If ever there was a what-the-fuck ending to a sci-fi film, this is it. 2001 is a model of linear thinking in comparison, and Phase IV an exercise in pure logic. Perfect for Disney! Kids will love it!

And I guess they kind of did. The Black Hole was a success. Go figure.

So anyhow, if you’re ever about to beat your face in with a shovel for 90 minutes, I’ve got the perfect alternative, one (almost) sure to cause less exterior bruising—watch The Black Hole.

You’re welcome.

Burn, my lovelies, BURN!

Burn, my lovelies, BURN!

10 responses on “Disney’s The Black Hole: Like Stupid But Stupider

  1. Wait. Does Max have plan in this film? I mean WHY is he chillin’ outside the black hole? I seem to recall him having a crazy scheme?

    But I can’t re-watch this. I have a busy evening of face-shoveling scheduled.

  2. Also: I love that our super brilliant ‘related posts’ plug-in thinks that if you liked reading about The Black Hole you certainly would also like to read about Black Swan and Black Sunday.

    I mean, that is literally a no-brainer.

  3. It’s dawning on me that you despised the movie with a passion …

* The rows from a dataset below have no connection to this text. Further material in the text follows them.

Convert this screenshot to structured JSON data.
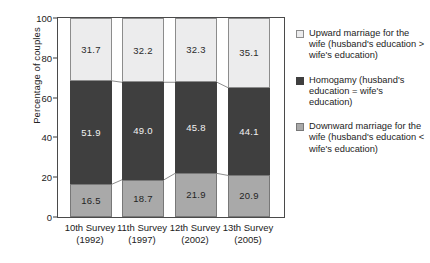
{
  "chart_data": {
    "type": "bar",
    "stacked": true,
    "stack_total": 100,
    "title": "",
    "xlabel": "",
    "ylabel": "Percentage of couples",
    "ylim": [
      0,
      100
    ],
    "yticks": [
      0,
      20,
      40,
      60,
      80,
      100
    ],
    "grid": false,
    "legend_position": "right",
    "categories": [
      "10th Survey (1992)",
      "11th Survey (1997)",
      "12th Survey (2002)",
      "13th Survey (2005)"
    ],
    "category_lines": [
      {
        "line1": "10th Survey",
        "line2": "(1992)"
      },
      {
        "line1": "11th Survey",
        "line2": "(1997)"
      },
      {
        "line1": "12th Survey",
        "line2": "(2002)"
      },
      {
        "line1": "13th Survey",
        "line2": "(2005)"
      }
    ],
    "series": [
      {
        "name": "Downward marriage for the wife (husband's education < wife's education)",
        "short_name": "Downward marriage",
        "color": "#a9a9a9",
        "values": [
          16.5,
          18.7,
          21.9,
          20.9
        ],
        "labels": [
          "16.5",
          "18.7",
          "21.9",
          "20.9"
        ]
      },
      {
        "name": "Homogamy (husband's education = wife's education)",
        "short_name": "Homogamy",
        "color": "#3f3f3f",
        "values": [
          51.9,
          49.0,
          45.8,
          44.1
        ],
        "labels": [
          "51.9",
          "49.0",
          "45.8",
          "44.1"
        ]
      },
      {
        "name": "Upward marriage for the wife (husband's education > wife's education)",
        "short_name": "Upward marriage",
        "color": "#ececed",
        "values": [
          31.7,
          32.2,
          32.3,
          35.1
        ],
        "labels": [
          "31.7",
          "32.2",
          "32.3",
          "35.1"
        ]
      }
    ]
  },
  "axis": {
    "y_title": "Percentage of couples",
    "y_tick_labels": [
      "100",
      "80",
      "60",
      "40",
      "20",
      "0"
    ]
  },
  "legend": {
    "entries": [
      {
        "swatch": "up",
        "text": "Upward marriage for the wife (husband's education > wife's education)"
      },
      {
        "swatch": "homo",
        "text": "Homogamy (husband's education = wife's education)"
      },
      {
        "swatch": "down",
        "text": "Downward marriage for the wife (husband's education < wife's education)"
      }
    ]
  }
}
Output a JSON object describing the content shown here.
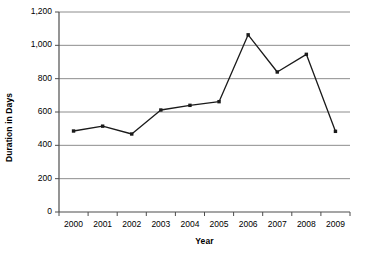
{
  "chart_data": {
    "type": "line",
    "title": "",
    "xlabel": "Year",
    "ylabel": "Duration in Days",
    "categories": [
      "2000",
      "2001",
      "2002",
      "2003",
      "2004",
      "2005",
      "2006",
      "2007",
      "2008",
      "2009"
    ],
    "values": [
      486,
      515,
      468,
      612,
      640,
      662,
      1063,
      840,
      946,
      484
    ],
    "series": [
      {
        "name": "Duration in Days",
        "values": [
          486,
          515,
          468,
          612,
          640,
          662,
          1063,
          840,
          946,
          484
        ]
      }
    ],
    "ylim": [
      0,
      1200
    ],
    "ytick_labels": [
      "0",
      "200",
      "400",
      "600",
      "800",
      "1,000",
      "1,200"
    ],
    "ytick_values": [
      0,
      200,
      400,
      600,
      800,
      1000,
      1200
    ],
    "grid": "horizontal",
    "legend": "none",
    "line_color": "#1a1a1a",
    "marker_color": "#1a1a1a",
    "marker_shape": "square",
    "grid_color": "#808080",
    "axis_color": "#4d4d4d",
    "background": "#ffffff"
  }
}
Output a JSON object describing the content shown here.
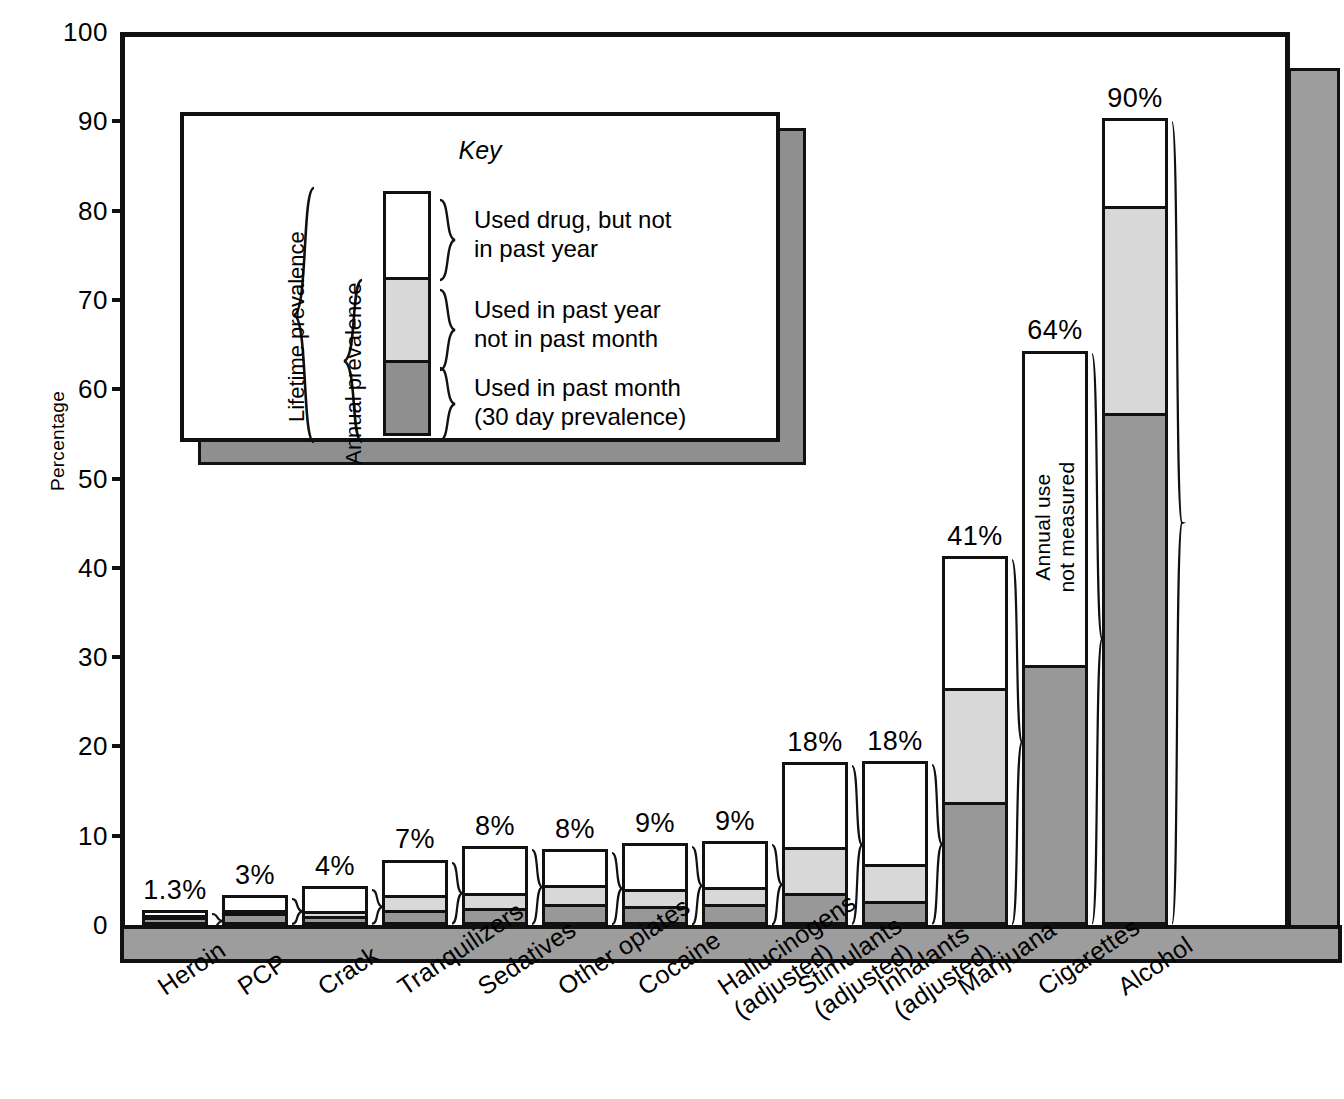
{
  "chart_data": {
    "type": "bar",
    "subtype": "stacked-bar",
    "title": "",
    "xlabel": "",
    "ylabel": "Percentage",
    "ylim": [
      0,
      100
    ],
    "yticks": [
      0,
      10,
      20,
      30,
      40,
      50,
      60,
      70,
      80,
      90,
      100
    ],
    "grid": false,
    "legend_position": "inside-upper-left",
    "categories": [
      "Heroin",
      "PCP",
      "Crack",
      "Tranquilizers",
      "Sedatives",
      "Other opiates",
      "Cocaine",
      "Hallucinogens\n(adjusted)",
      "Stimulants\n(adjusted)",
      "Inhalants\n(adjusted)",
      "Marijuana",
      "Cigarettes",
      "Alcohol"
    ],
    "category_lines": [
      [
        "Heroin"
      ],
      [
        "PCP"
      ],
      [
        "Crack"
      ],
      [
        "Tranquilizers"
      ],
      [
        "Sedatives"
      ],
      [
        "Other opiates"
      ],
      [
        "Cocaine"
      ],
      [
        "Hallucinogens",
        "(adjusted)"
      ],
      [
        "Stimulants",
        "(adjusted)"
      ],
      [
        "Inhalants",
        "(adjusted)"
      ],
      [
        "Marijuana"
      ],
      [
        "Cigarettes"
      ],
      [
        "Alcohol"
      ]
    ],
    "series": [
      {
        "name": "Used in past month (30 day prevalence)",
        "key": "past_month",
        "color": "#989898",
        "values": [
          0.6,
          1.0,
          0.7,
          1.4,
          1.6,
          2.0,
          1.8,
          2.0,
          3.3,
          2.4,
          13.4,
          28.8,
          57.0
        ]
      },
      {
        "name": "Used in past year not in past month",
        "key": "past_year_not_month",
        "color": "#d8d8d8",
        "values": [
          0.2,
          0.4,
          0.5,
          1.6,
          1.7,
          2.1,
          1.9,
          1.9,
          5.1,
          4.1,
          12.8,
          0,
          23.2
        ]
      },
      {
        "name": "Used drug, but not in past year",
        "key": "lifetime_not_year",
        "color": "#ffffff",
        "values": [
          0.5,
          1.6,
          2.8,
          4.0,
          5.2,
          4.1,
          5.2,
          5.2,
          9.5,
          11.5,
          14.8,
          35.2,
          9.8
        ]
      }
    ],
    "totals_labels": [
      "1.3%",
      "3%",
      "4%",
      "7%",
      "8%",
      "8%",
      "9%",
      "9%",
      "18%",
      "18%",
      "41%",
      "64%",
      "90%"
    ],
    "totals": [
      1.3,
      3.0,
      4.0,
      7.0,
      8.5,
      8.2,
      8.9,
      9.1,
      17.9,
      18.0,
      41.0,
      64.0,
      90.0
    ],
    "annotations": [
      {
        "text": "Annual use not measured",
        "lines": [
          "Annual use",
          "not measured"
        ],
        "for_category": "Cigarettes"
      }
    ]
  },
  "axis": {
    "y_title": "Percentage",
    "y_ticks": [
      "100",
      "90",
      "80",
      "70",
      "60",
      "50",
      "40",
      "30",
      "20",
      "10",
      "0"
    ]
  },
  "key": {
    "title": "Key",
    "lifetime_bracket_label_lines": [
      "Lifetime",
      "prevalence"
    ],
    "annual_bracket_label_lines": [
      "Annual",
      "prevalence"
    ],
    "entries": [
      {
        "swatch": "white",
        "lines": [
          "Used drug, but not",
          "in past year"
        ]
      },
      {
        "swatch": "light",
        "lines": [
          "Used in past year",
          "not in past month"
        ]
      },
      {
        "swatch": "dark",
        "lines": [
          "Used in past month",
          "(30 day prevalence)"
        ]
      }
    ]
  },
  "colors": {
    "past_month": "#989898",
    "past_year_not_month": "#d8d8d8",
    "lifetime_not_year": "#ffffff",
    "outline": "#111111",
    "shadow": "#9d9d9d"
  }
}
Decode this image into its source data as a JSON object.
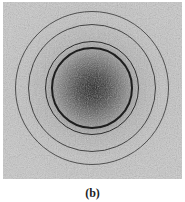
{
  "figure": {
    "panel_label": "(b)",
    "center": {
      "x": 92,
      "y": 88
    },
    "rings": [
      {
        "name": "ring-1",
        "radius": 41,
        "width": 2.2,
        "color": "#1e1e1e"
      },
      {
        "name": "ring-2",
        "radius": 47,
        "width": 1.6,
        "color": "#2e2e2e"
      },
      {
        "name": "ring-3",
        "radius": 64,
        "width": 1.3,
        "color": "#444444"
      },
      {
        "name": "ring-4",
        "radius": 77,
        "width": 1.2,
        "color": "#505050"
      }
    ]
  }
}
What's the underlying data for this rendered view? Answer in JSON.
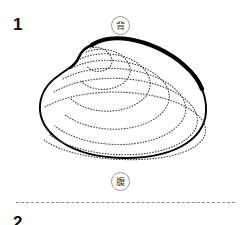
{
  "figure": {
    "number_label": "1",
    "next_number_label": "2",
    "caption": ""
  },
  "orientation_markers": {
    "dorsal": {
      "glyph": "背",
      "meaning": "dorsal",
      "position": "top",
      "icon_name": "circled-character-dorsal"
    },
    "ventral": {
      "glyph": "腹",
      "meaning": "ventral",
      "position": "bottom",
      "icon_name": "circled-character-ventral"
    }
  },
  "illustration": {
    "name": "clam-shell-outline",
    "style": "line-drawing",
    "outline_color": "#000000",
    "growth_ring_color": "#555555",
    "fill_color": "#ffffff",
    "growth_ring_count": 7,
    "umbo_position": "upper-left"
  },
  "divider": {
    "style": "dashed",
    "color": "#8d8d8d"
  },
  "colors": {
    "background": "#ffffff",
    "ink": "#0a0a0a",
    "marker_stroke": "#9a9a9a"
  }
}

    Strangely though I recall watching it when I was young and somehow I seem to remember that my reasoning was in the line of “if one has to have robots, let them be like mean red Maximilian.” Not sure why I thought it but I believe I truly was in awe with that mean piece of possessed machine. Now does that explain why later I would become a Sci Fi buff I wonder?

    • “Despise” is the wrong word. I found it fantastically stupid, yes. But I quite enjoyed watching it. When movies reach a certain level of awful, they’re great fun to watch. Movies that are actually despicable, or hateful, they’re a different matter.

  4. Also, I now owe you for suggesting I watch Saturn 3. It was not nearly as good as Saturn or Saturn 2.

    • Sure, but without seeing Saturn 3 you wouldn’t understand the best of the series, Saturn 4, starring John Travolta, Eva Gabor, and a pair of sentient space-pliers both voiced by Dabney Coleman.